When Gidra stopped publishing and we had a little staff gathering, I think it was at Bruce and Evelyn's house, there was a slideshow that they started showing of, over the years, the different staff members. And inevitably, in the dark, one comes up with me, of my face. I'm looking kind of, almost like that. [Laughs] And then there's silence for a beat or two, and then Alan Ota says, "Now what's Jeff worried about?" [Laughs] And that was mean. Because I kind of took things very seriously, and the movement for me was an effort to change people from the inside out. So for me, personally, like I would read Todd Gitlin's article about the "Maoist man." So here are some of the attributes that the "Maoist man" or woman possesses, and then he would come up with these examples. And, of course, he'd use the Vietnamese people and their struggle against the United States and the imperialist army and stuff like that. And those were our heroes, and then we kind of wanted to demonstrate that same kind of fighting spirit by changing ourselves inside out. So for the newspaper, the newspaper was kind of a physical extension of that desire for us to change people by our example.
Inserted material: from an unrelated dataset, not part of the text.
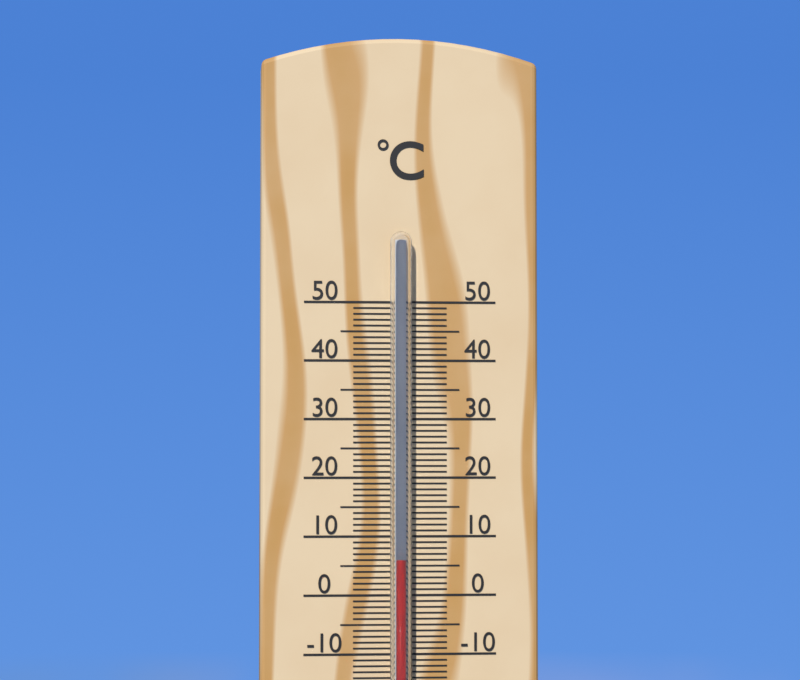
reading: 6 °C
So I can't even remember any of the articles I wrote, but I remember Mike Murase. He had these "Murase-isms" and he would just think of them on the fly. Like during a staff meeting I'll be just kicking around on the sofa that was falling apart inside the Gidra office, and we would all circle around. Inevitably Mike would come up with these phrases, but I remember one that was just stuck in me for the longest time. He said that the purpose of the paper in what we do and in our writing was "in style reflect them," "them" being the readers. So, "in style reflect them," and, "in content, change them." So I thought yeah, that sums it up pretty much for me. And so I remember deliberately, when I would put articles together, trying to write it in a way that didn't turn off people, and that was, it sounded friendly and not "holier than thou," and I wasn't trying to force anything down people's throat or sound condescending or anything like that. Not that other people did, but I think sometimes that was a mistake in some of the leadership, that they would put people down for not being, or having street values, whatever that is. Because they happened to live in the Baldwin Hills like my parents did. Laying it on, something that was beyond people's control, that they couldn't do anything about, and consequently they would be turned off by that because they felt like, damn, I'll never be a part of that. So I thought that was a mistake. Anyway, minor.

BN: Yeah, I will ask you about some specific articles. I think what you just said, it does come through, that your articles do come across that way, like not didactic, and you're often writing about everyday topics. You wrote an article about fixing toilets and kung fu films.

JF: Oh, I remember that one. [Laughs]

BN: I'm going to ask you about that one. In my first reading of Gidra years ago, that was one of the ones that stuck in my head, is like, "Oh, that's interesting."

JF: And then you went straight to the bathroom to fix that leak.